The objective of the game is to drive a bus from Tucson, Arizona to Las Vegas, Nevada in real time at a maximum speed of 45 mph...The bus contains no passengers, there is little scenery (an occasional rock or stop sign will appear at the side of the road), and there is no traffic. The road between Tucson and Las Vegas is completely straight.

That sounds just like essays I endure. The student is taking me somewhere, but I don't know why. There is nothing memorable to see along the way. When I arrive at my destination, everything still looks the same as when I started. The essay is a desert bus.

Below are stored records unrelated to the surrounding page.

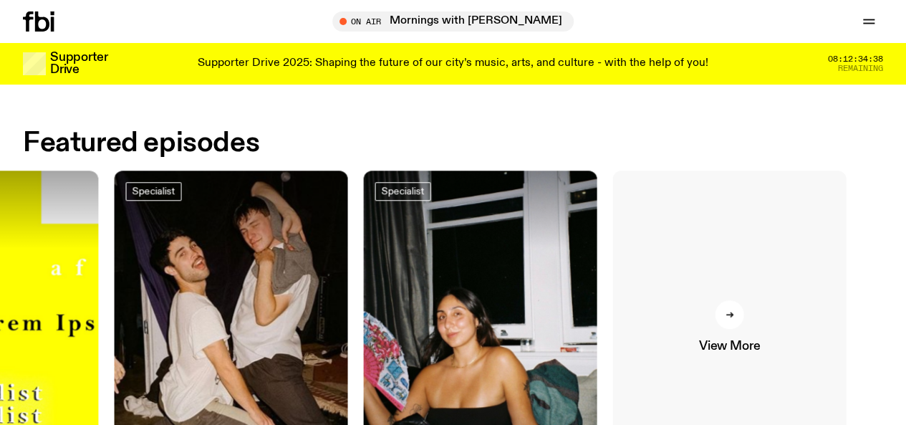 The width and height of the screenshot is (906, 425). Describe the element at coordinates (861, 68) in the screenshot. I see `span: Remaining` at that location.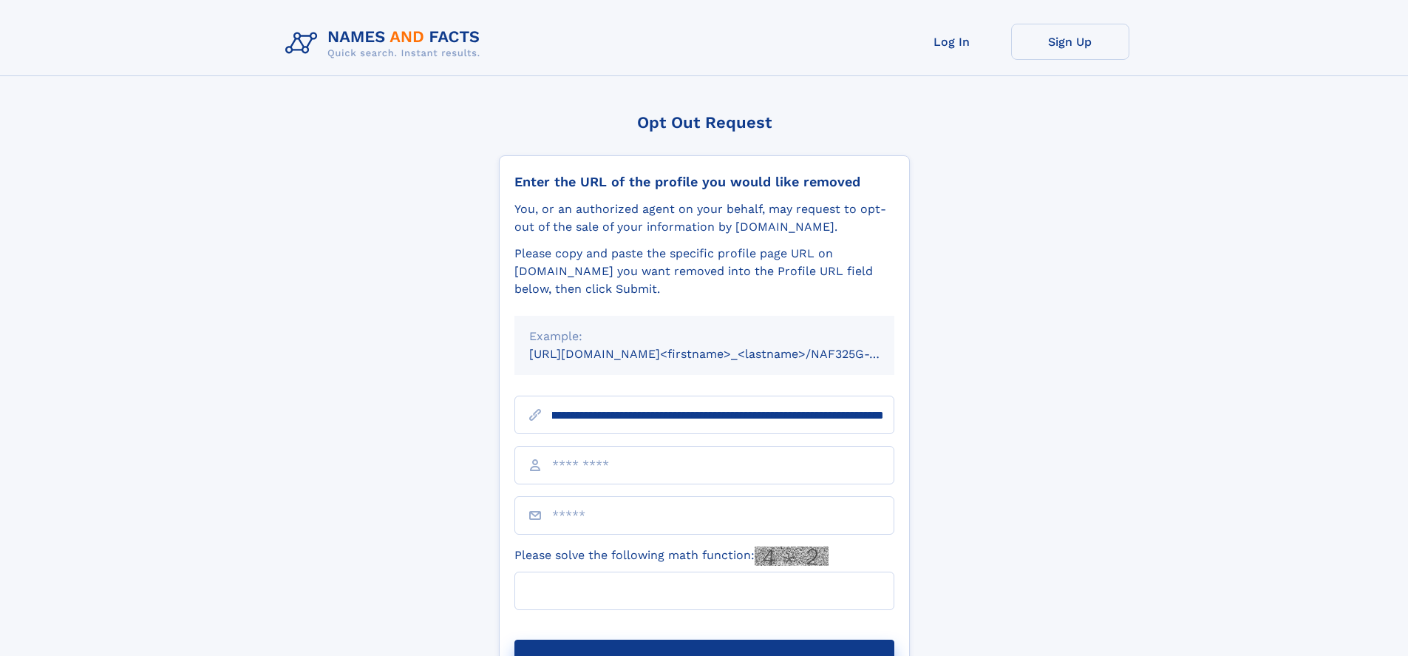 The width and height of the screenshot is (1408, 656). I want to click on img: Logo Names and Facts, so click(386, 44).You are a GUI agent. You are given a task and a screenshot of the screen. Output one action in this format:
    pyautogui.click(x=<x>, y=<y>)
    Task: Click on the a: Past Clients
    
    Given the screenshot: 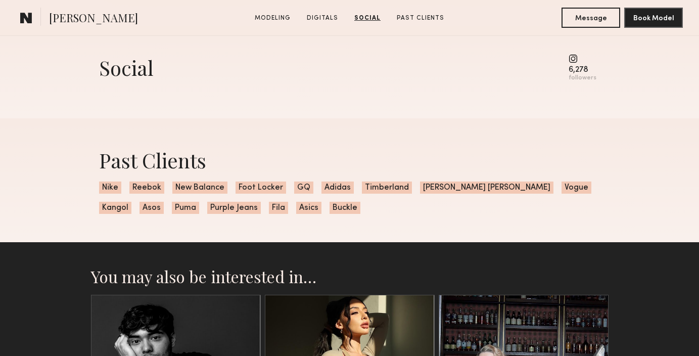 What is the action you would take?
    pyautogui.click(x=421, y=18)
    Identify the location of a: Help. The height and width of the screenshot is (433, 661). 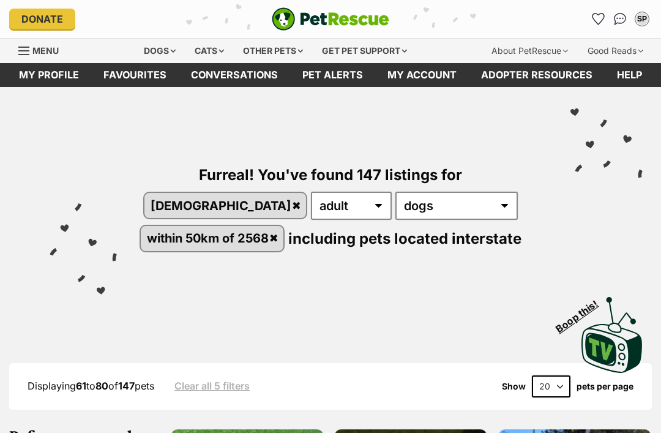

Before you start writing me onto your desert bus, ask yourself these 3 questions:

  1. Why are you driving the bus? Tell me what happened to make you want to take the wheel. Maybe something shook you up. Something angered you. Something humbled you. Something enlightened you. Whatever it is, something triggered your decision. You didn't just wake up on the bus. You decided to drive it. Tell me what motivated you.
  2. What happened on your trip? Maybe you encountered an obstacle, like your car breaking down. Maybe you faced an opponent, like a drunk driver cutting you off doing 85. Maybe you failed at something, like not remembering your candy bar would melt in the summer heat, leaving you with nothing to eat unless you squeezed it out of the wrapper like toothpaste (fun!). Don't drive me down a straight road where nothing happens. Tell me about that one time that, dude, you're never going to believe this, but...
  3. How did your trip change you? After you reached your destination, then what? And so what? How did the trip shape you? Did you realize something along the way? But wait - don't end your essay with that lesson learned. Keep going. Tell me how you applied the lesson. Applying the lesson is proof that your trip transformed you. That's what I want to hear about.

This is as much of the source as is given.